• _Given data_
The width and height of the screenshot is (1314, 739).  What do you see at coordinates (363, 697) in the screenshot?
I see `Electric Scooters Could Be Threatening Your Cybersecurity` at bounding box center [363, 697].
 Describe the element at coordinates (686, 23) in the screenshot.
* * *
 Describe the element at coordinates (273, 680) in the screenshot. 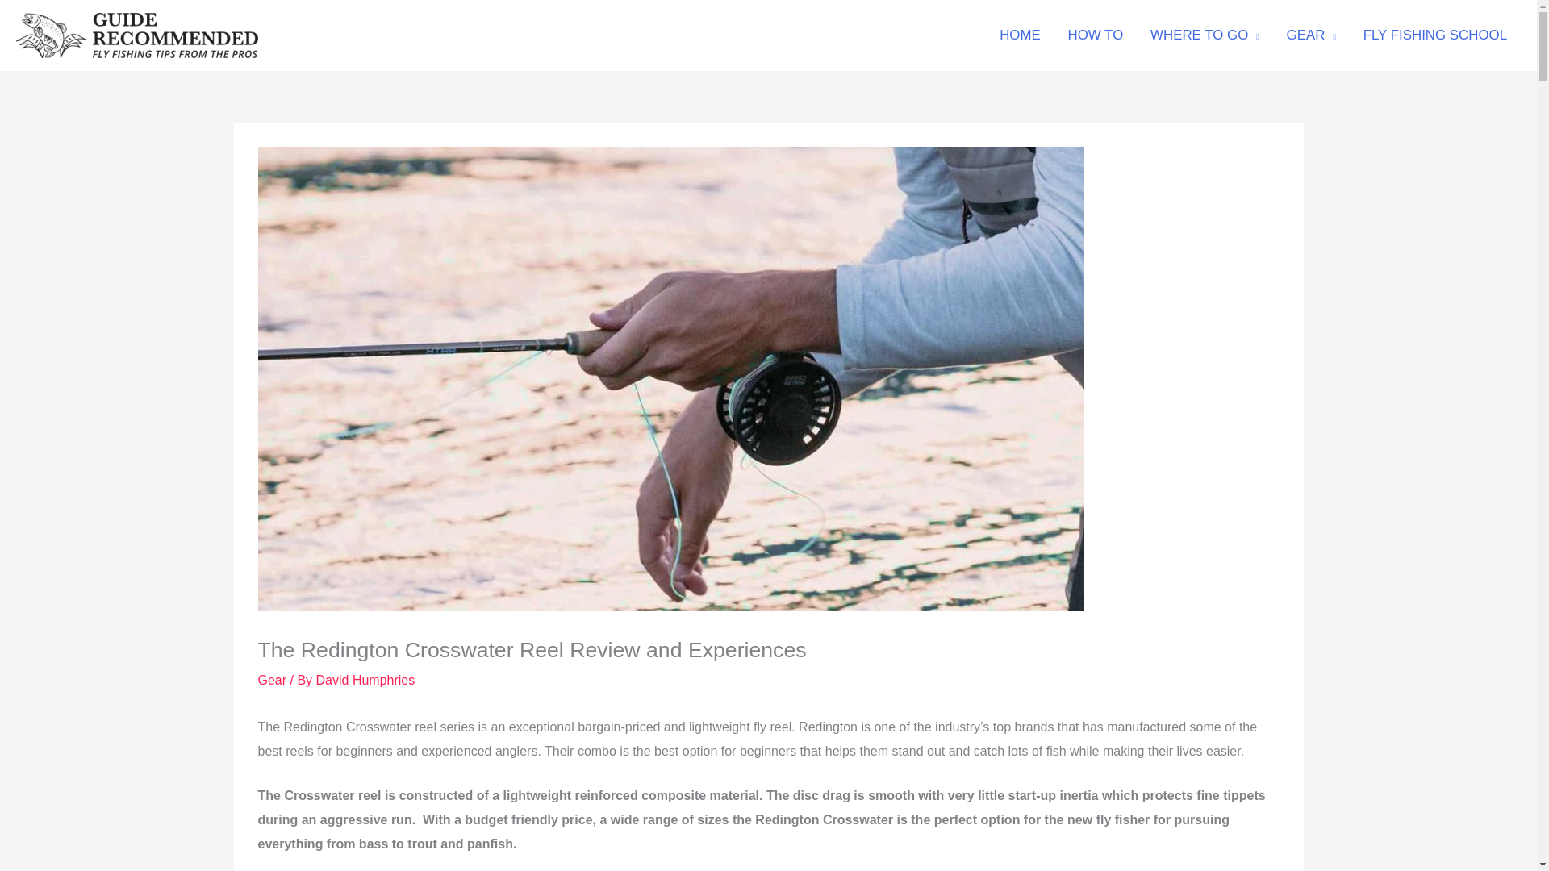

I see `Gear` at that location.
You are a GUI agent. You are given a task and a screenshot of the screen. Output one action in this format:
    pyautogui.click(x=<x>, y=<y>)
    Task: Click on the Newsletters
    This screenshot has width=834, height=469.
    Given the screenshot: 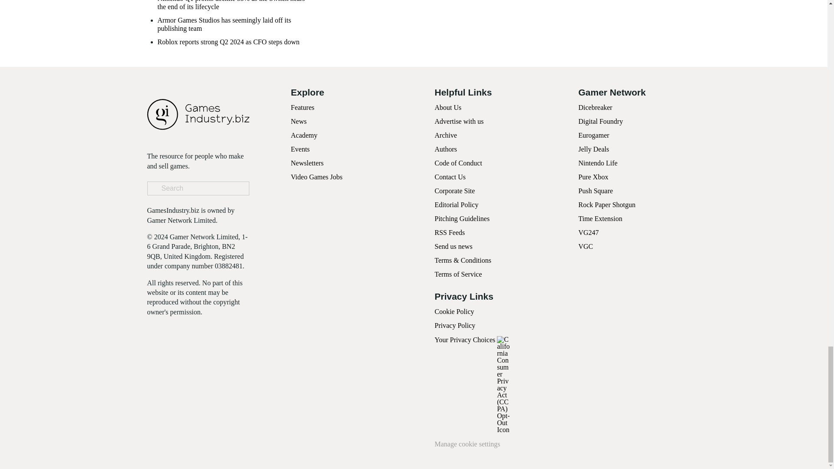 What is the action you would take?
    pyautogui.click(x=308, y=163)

• _Action item_
Going back to the entries above, set down exactly the lines that begin at the one with "The width and" and end at the one with "Describe the element at coordinates (686, 23)", both included, and nothing else.

• _Result_
The width and height of the screenshot is (1314, 739).  What do you see at coordinates (363, 697) in the screenshot?
I see `Electric Scooters Could Be Threatening Your Cybersecurity` at bounding box center [363, 697].
 Describe the element at coordinates (686, 23) in the screenshot.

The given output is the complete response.